|
THE QUIET Send This Review to a Friend
Director Jamie Babbit’s “The Quiet,” with a screenplay by Abdi Nazemian and Micah Schraft, teeters between the daring and the ludicrous. It would seem to be making a statement against incestuous abuse, but some of the scenes are so over the top as to veer toward parody. Yet one’s attention is not allowed to wander, primarily because of the performers and their histrionics.
Get a load of this household. In a suburban town Edie Falco and Martin Donovan play parents, Olivia and Paul, who have a pretty cheerleader daughter named Nina (Elisha Cuthbert), who flaunts her sexuality and arrogance and poses a behavior problem. Olivia and Paul adopt Dot, an orphaned teenager (Camilla Belle), who is deaf but can lip read. Her presence becomes a catalyst in the family, and the atmosphere grows increasingly tense.
Nina is daddy’s girl in more ways than one, and Olivia, her mom, is spaced out on drugs. Donovan as Paul gives the kind of performance that makes one nervous, and rightly so. There is creepiness hovering over this household, and one senses that fury may erupt at any moment.
The screenplay stretches the boundaries like a soap opera gone off the deep end. A Sony Pictures Classics release.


- **TASK TO CARRY OUT**: Please return each of the entries exactly, minus their pictures.

(Data records for software interfaces)
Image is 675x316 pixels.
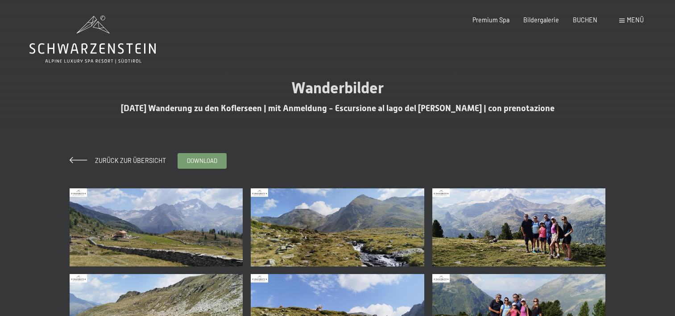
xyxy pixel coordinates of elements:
[70,188,243,266] img: 14-08-2025
[68,184,245,270] a: 14-08-2025
[430,184,608,270] a: 14-08-2025
[291,79,384,97] span: Wanderbilder
[573,16,598,24] a: BUCHEN
[249,184,426,270] a: 14-08-2025
[89,157,166,164] span: Zurück zur Übersicht
[70,157,166,164] a: Zurück zur Übersicht
[121,103,555,113] span: [DATE] Wanderung zu den Koflerseen | mit Anmeldung - Escursione al lago del [PERSON_NAME] | con p...
[524,16,559,24] a: Bildergalerie
[473,16,510,24] a: Premium Spa
[433,188,606,266] img: 14-08-2025
[251,188,425,266] img: 14-08-2025
[187,157,217,165] span: download
[178,154,226,168] a: download
[627,16,644,24] span: Menü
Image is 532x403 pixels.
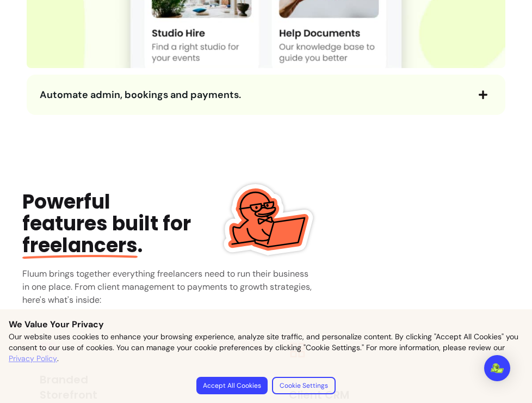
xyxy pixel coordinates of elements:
span: Automate admin, bookings and payments. [40,88,241,101]
a: Privacy Policy [9,353,57,363]
span: freelancers [22,231,138,259]
h3: Fluum brings together everything freelancers need to run their business in one place. From client... [22,267,317,306]
button: Accept All Cookies [197,377,268,394]
div: Open Intercom Messenger [484,355,510,381]
button: Cookie Settings [272,377,335,394]
span: . [22,231,142,259]
img: Fluum Duck sticker [221,172,313,265]
p: Our website uses cookies to enhance your browsing experience, analyze site traffic, and personali... [9,331,523,363]
button: Automate admin, bookings and payments. [40,85,492,104]
p: We Value Your Privacy [9,318,523,331]
div: Powerful features built for [22,191,258,256]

- **TASK OUTPUT**:
Image is 675x316 pixels.
xyxy pixel coordinates of elements:
[70,188,243,266] img: 14-08-2025
[68,184,245,270] a: 14-08-2025
[430,184,608,270] a: 14-08-2025
[291,79,384,97] span: Wanderbilder
[573,16,598,24] a: BUCHEN
[249,184,426,270] a: 14-08-2025
[89,157,166,164] span: Zurück zur Übersicht
[70,157,166,164] a: Zurück zur Übersicht
[121,103,555,113] span: [DATE] Wanderung zu den Koflerseen | mit Anmeldung - Escursione al lago del [PERSON_NAME] | con p...
[524,16,559,24] a: Bildergalerie
[473,16,510,24] a: Premium Spa
[433,188,606,266] img: 14-08-2025
[251,188,425,266] img: 14-08-2025
[187,157,217,165] span: download
[178,154,226,168] a: download
[627,16,644,24] span: Menü
Image is 532x403 pixels.
xyxy pixel coordinates of elements:
span: Automate admin, bookings and payments. [40,88,241,101]
a: Privacy Policy [9,353,57,363]
span: freelancers [22,231,138,259]
h3: Fluum brings together everything freelancers need to run their business in one place. From client... [22,267,317,306]
button: Accept All Cookies [197,377,268,394]
div: Open Intercom Messenger [484,355,510,381]
button: Cookie Settings [272,377,335,394]
span: . [22,231,142,259]
img: Fluum Duck sticker [221,172,313,265]
p: Our website uses cookies to enhance your browsing experience, analyze site traffic, and personali... [9,331,523,363]
button: Automate admin, bookings and payments. [40,85,492,104]
p: We Value Your Privacy [9,318,523,331]
div: Powerful features built for [22,191,258,256]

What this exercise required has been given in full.